On this day in history, October 18, 1970, the lives of Roy and Rita McBrayer changed forever. Roy, a shy boy and a month shy of his twenty-second year, and Rita, even younger, were two redneck kids weaving their way through life, Vietnam, and Nixon. When Rita awoke on this day more than four decades ago from a drug-induced sleep at Floyd Medical Center, she was given the good and glorious news by an anxious doctor: “Congratulations! You have a daughter…and a son.”

Yes, my twin sister and I celebrate our breaking into the world today, she two minutes ahead of me, and she has never let me forget it (she was also bigger and stronger than me for most of my life and took my presents away from me at every birthday party – I haven’t let her forget that either). We were born two months early and barely made to the hospital in time for delivery. Even though my mother kept telling my father she was in labor, he didn’t believe her. She is the excitable type, you know, but early labor it was (She has never let him forget that either).

Born in the foothills of the North Georgia Appalachians, I suppose I’ll be an uncultured hillbilly of sorts until the day I die. See, try as I might, I can’t shake my love for all things southern. Deep-fried cooking, Jeff Foxworthy, the sacred writings of Lewis Grizzard and Ferrol Sams, Georgia Bulldog football, grits, the Allman Brothers Band, the “See Rock City” barns, even this terrible twang when I speak: I can’t shake these off no matter how long I live.

Another southern thing I have had a hard time shaking is my religious upbringing. To be sure, there was a swarm of good and graceful people in my life. Still, I barely – and I mean barely – survived the fire-and-brimstone, fundamentalist, dispensational, hyper-legalistic, KJV-only, indoctrination of my hard shell Baptist-reared childhood. But in the great comedy of God, I have spent my adulthood in ministry, both preaching in and protesting against; both loving and leaving (sometimes loathing); both running away from and returning to the church. The faith I’m trying to keep isn’t in organized religion, however, God knows. It is in Jesus.

My experience with hard, graceless religion has rung a bell with many of you who read this every week. I hear regularly from those who have laughed, cried, and been challenged by my flimsy words here. And I also hear regularly from those have been angered by what I have to say. That’s okay too; I can bear a little hate mail because countless people have been ground into the dust of religious legalism, manipulation, guilt-bearing, and fear-mongering. And I say, enough of that. Absolutely enough.

Christ came to give us rest and peace, the light and lightness of life, not to exchange our slavery to sin and self-destruction for the equally heavy chains of religious domination. In fact, Christ came not to start a religion at all, but to change our lives and our world with boundless grace. In the words of a bumper sticker on my wife’s car (who is older than me, shhh): “Faith is a journey; not a guilt trip.”

So, for what it is worth, and with whatever years I have left, I’ll keep saying the only thing I know to say: “God loves you, just as you are, and true life is found in the grace of his Son, Jesus.” Don’t let religion (or any other brother or sister) take that gift away from you.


_Your instructions_
Make an exact copy of all the entries, with the pictures left out.

Top of Material supplied

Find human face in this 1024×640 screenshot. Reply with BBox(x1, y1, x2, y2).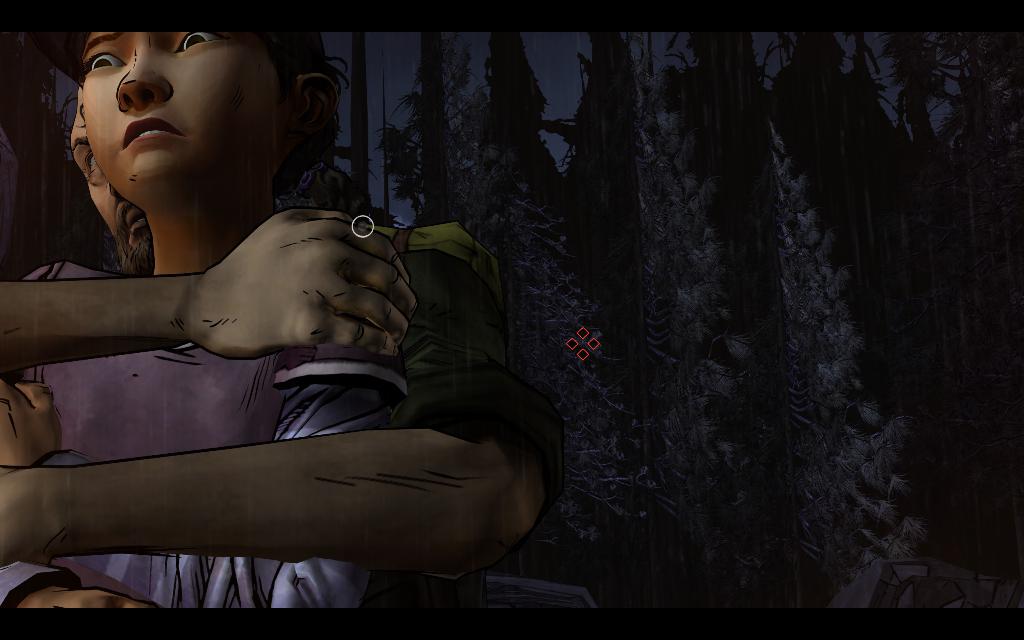
BBox(81, 20, 282, 195).
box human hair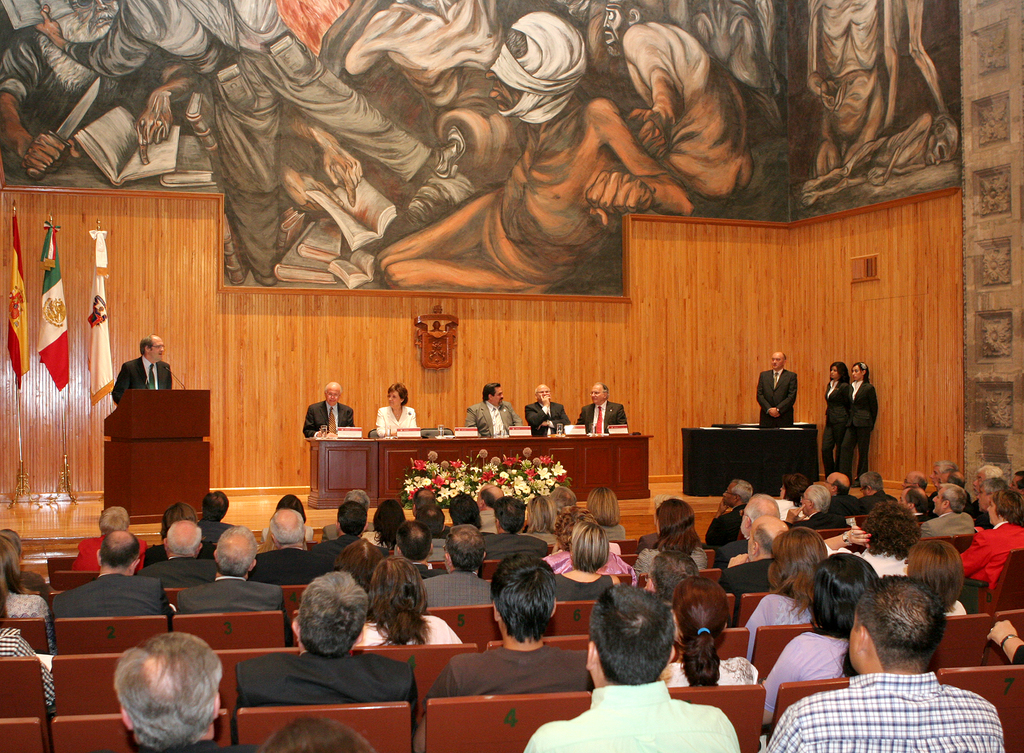
(572, 519, 610, 571)
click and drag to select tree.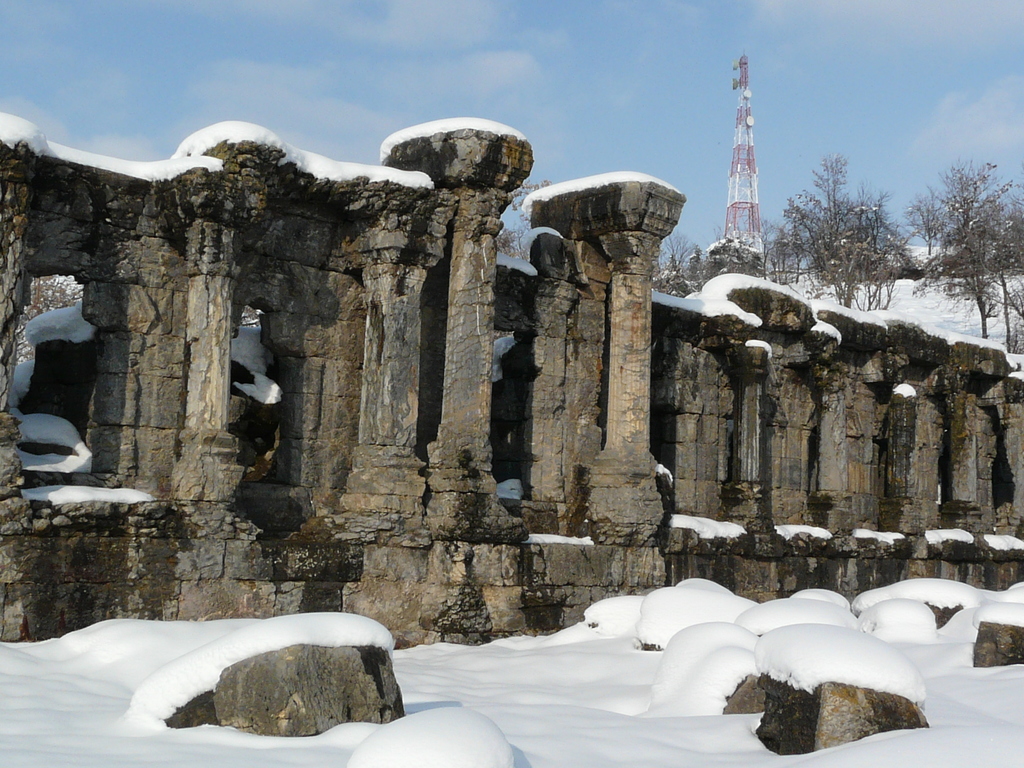
Selection: select_region(493, 180, 556, 263).
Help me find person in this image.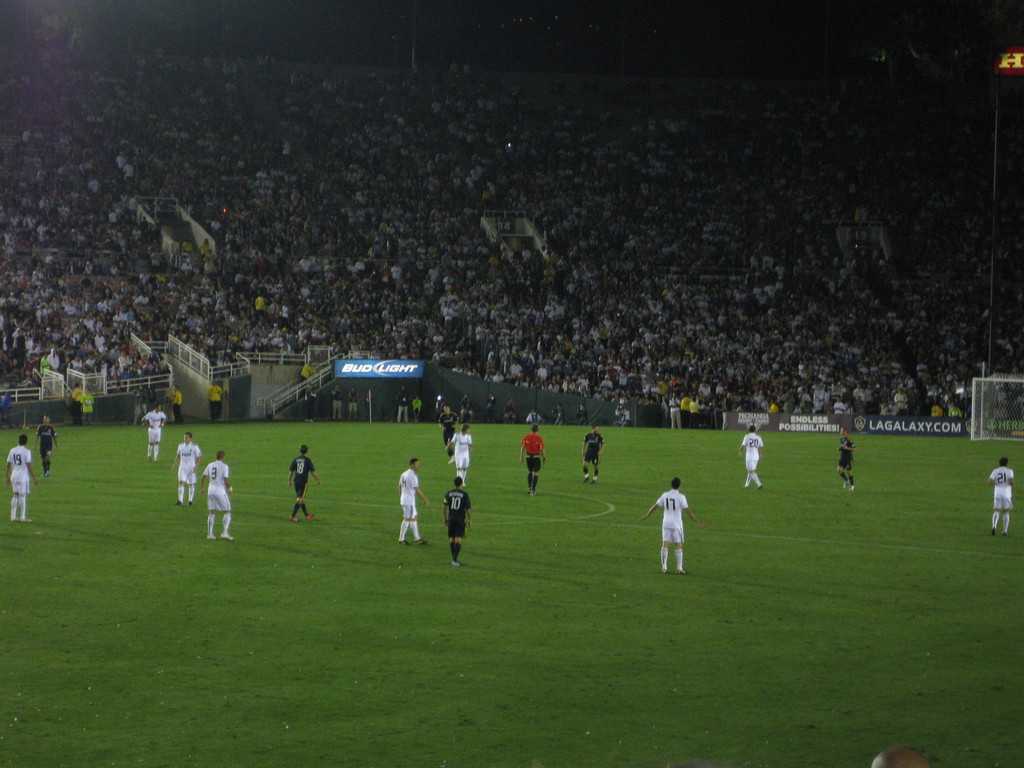
Found it: left=166, top=431, right=205, bottom=511.
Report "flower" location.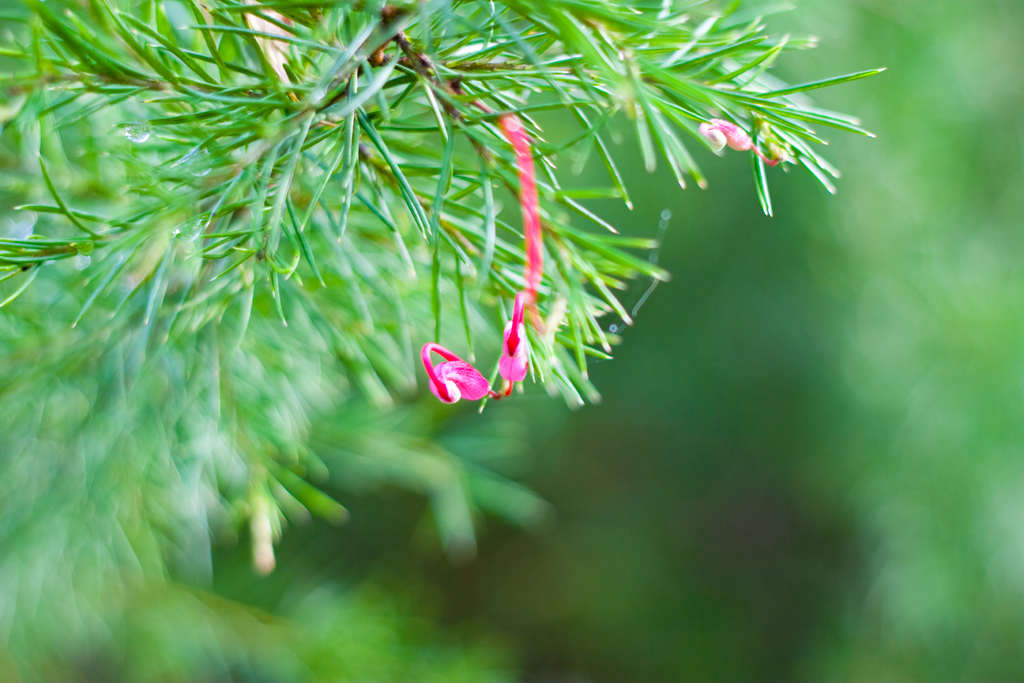
Report: <region>490, 277, 531, 397</region>.
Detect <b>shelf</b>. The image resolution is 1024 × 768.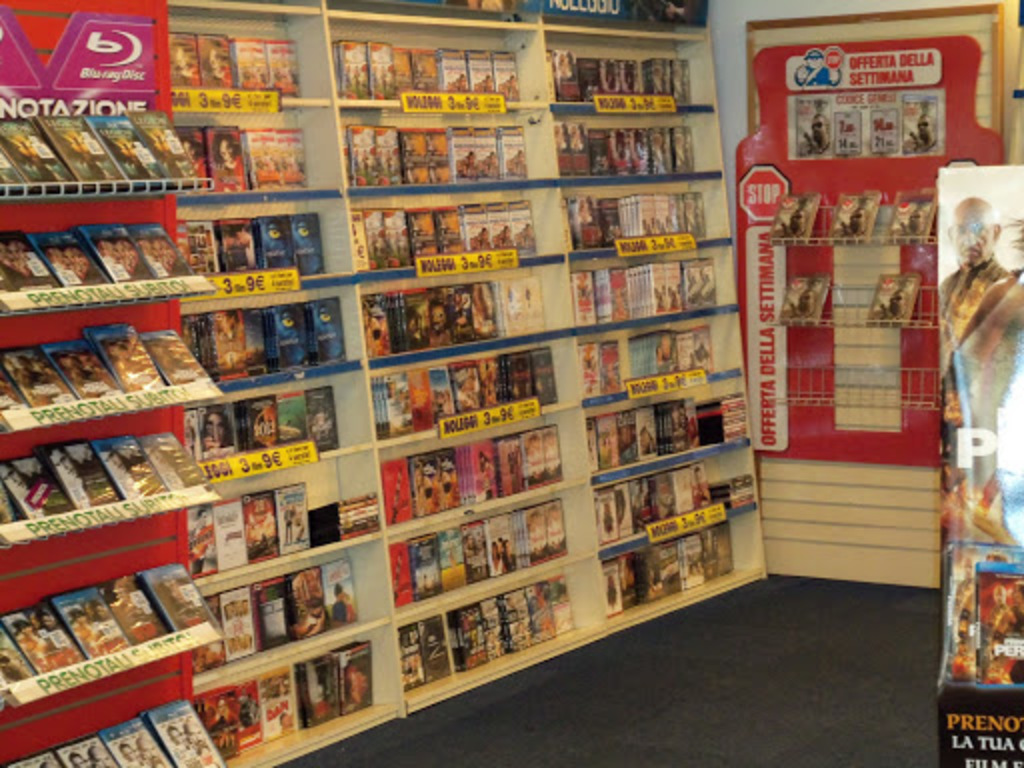
(364, 268, 576, 370).
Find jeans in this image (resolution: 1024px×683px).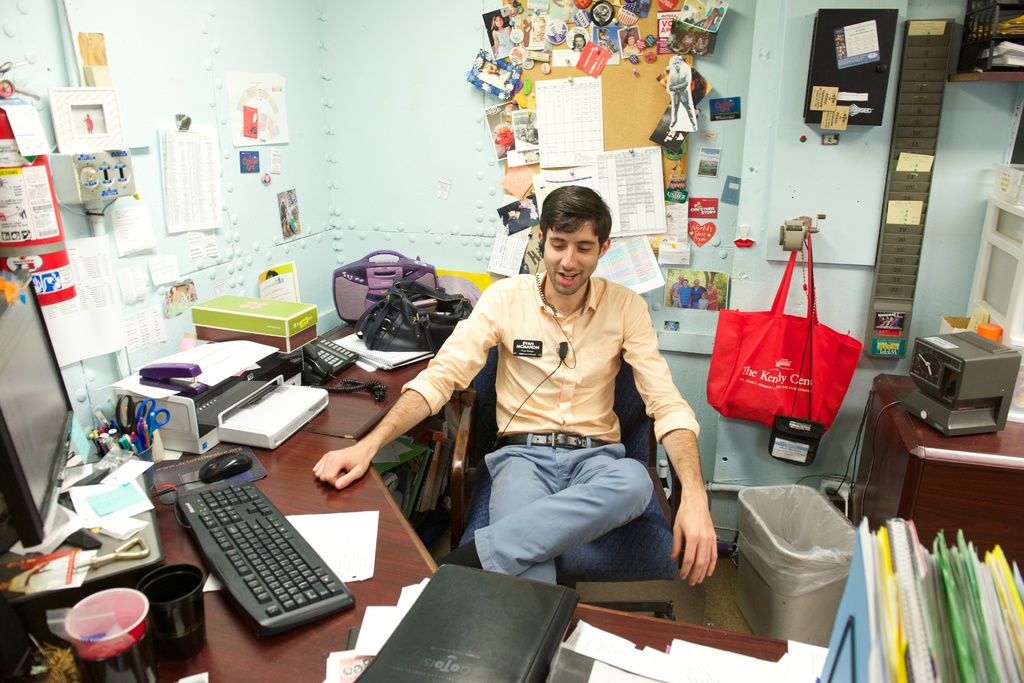
460, 453, 675, 591.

Bottom of Material supplied

_Task answer_
Find human face in this 1024×640 screenshot. Reply with BBox(x1, y1, x2, y2).
BBox(81, 20, 282, 195).
box human hair
(572, 519, 610, 571)
click and drag to select tree.
Selection: select_region(493, 180, 556, 263).
Help me find person in this image.
Found it: left=166, top=431, right=205, bottom=511.
Report "flower" location.
Report: <region>490, 277, 531, 397</region>.
Detect <b>shelf</b>. The image resolution is 1024 × 768.
(364, 268, 576, 370).
Find jeans in this image (resolution: 1024px×683px).
460, 453, 675, 591.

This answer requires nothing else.